Talk to your investors
All three private equity firms represented are confident that their investors are sophisticated enough not to be alarmed by FAS 157, or the resulting fluctuations in the value of their holdings. But the GPs are still doing what they can to make the transition as smooth as possible.
“We meet with the advisory board on a quarterly basis, and communicate with them throughout the quarter,” Beam said. “They’re fairly well versed on the changes that are going on out there. They’re very inquisitive as to the impact of FAS 157 on the investments, but they’re comfortable with our approach. I think that most of the conversations we have with them, they are more concerned about how the overall economy effects our portfolio companies and valuations and what that does to our multiples.”

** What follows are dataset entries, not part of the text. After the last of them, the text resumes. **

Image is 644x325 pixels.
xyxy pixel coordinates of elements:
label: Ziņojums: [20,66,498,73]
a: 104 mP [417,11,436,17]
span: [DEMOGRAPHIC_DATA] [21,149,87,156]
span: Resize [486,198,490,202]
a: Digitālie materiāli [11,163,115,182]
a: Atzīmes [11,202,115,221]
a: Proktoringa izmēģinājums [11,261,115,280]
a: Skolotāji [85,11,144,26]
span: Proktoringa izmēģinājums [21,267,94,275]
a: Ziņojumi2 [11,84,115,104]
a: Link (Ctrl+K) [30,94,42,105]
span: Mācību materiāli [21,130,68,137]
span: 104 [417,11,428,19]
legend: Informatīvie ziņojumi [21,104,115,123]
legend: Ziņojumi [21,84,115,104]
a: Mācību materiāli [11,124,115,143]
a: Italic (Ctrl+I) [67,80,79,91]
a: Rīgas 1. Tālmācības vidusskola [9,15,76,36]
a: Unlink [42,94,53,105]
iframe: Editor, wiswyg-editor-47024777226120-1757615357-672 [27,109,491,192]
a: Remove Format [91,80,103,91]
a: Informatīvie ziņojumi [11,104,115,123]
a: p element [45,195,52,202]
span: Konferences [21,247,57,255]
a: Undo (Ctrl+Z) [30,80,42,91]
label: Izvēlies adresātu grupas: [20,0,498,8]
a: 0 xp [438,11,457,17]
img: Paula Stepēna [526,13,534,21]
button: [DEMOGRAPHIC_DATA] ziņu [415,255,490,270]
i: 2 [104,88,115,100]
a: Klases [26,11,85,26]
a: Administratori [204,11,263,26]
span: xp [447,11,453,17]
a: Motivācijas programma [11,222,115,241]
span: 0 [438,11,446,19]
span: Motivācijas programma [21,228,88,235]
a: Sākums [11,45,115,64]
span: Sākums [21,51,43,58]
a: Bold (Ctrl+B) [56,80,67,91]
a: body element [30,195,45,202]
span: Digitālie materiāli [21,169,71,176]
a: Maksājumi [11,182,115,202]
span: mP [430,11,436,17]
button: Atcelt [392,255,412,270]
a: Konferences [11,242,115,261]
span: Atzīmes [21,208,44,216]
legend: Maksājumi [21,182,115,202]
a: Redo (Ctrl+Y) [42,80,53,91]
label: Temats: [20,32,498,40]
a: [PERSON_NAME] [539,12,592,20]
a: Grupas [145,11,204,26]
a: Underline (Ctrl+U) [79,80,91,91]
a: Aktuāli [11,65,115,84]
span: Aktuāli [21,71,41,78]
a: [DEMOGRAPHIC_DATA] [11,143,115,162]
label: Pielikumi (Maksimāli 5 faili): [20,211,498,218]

CCMP too is in the habit of having a lengthy discussion with its investors on a quarterly basis. “They understand that there are more valuation issues now,” Unger said. “Some investors request more information for their own disclosure requirements, so we’ll walk them through our methodology and explain what we do and how we do it. Others will simply sit back and wait.
Pruthi added that in one sense, if an LP has committed to 50 or 60 different funds, they can’t be expected to know what goes on at 2,000 or more portfolio companies. “I don’t think they’re interested,” he said.
When asked if they believed that FAS 157 would make their firms less appealing or competitive over the long run, all three said they were unconcerned.
“It does create more adjustments on a quarterly basis,” Beam said, “but I think comparability and consistency in the industry are welcome out there.”
“Ultimately, the performance of your portfolio is what makes you competitive or uncompetitive,” Unger said. “Valuation is just a point in time.”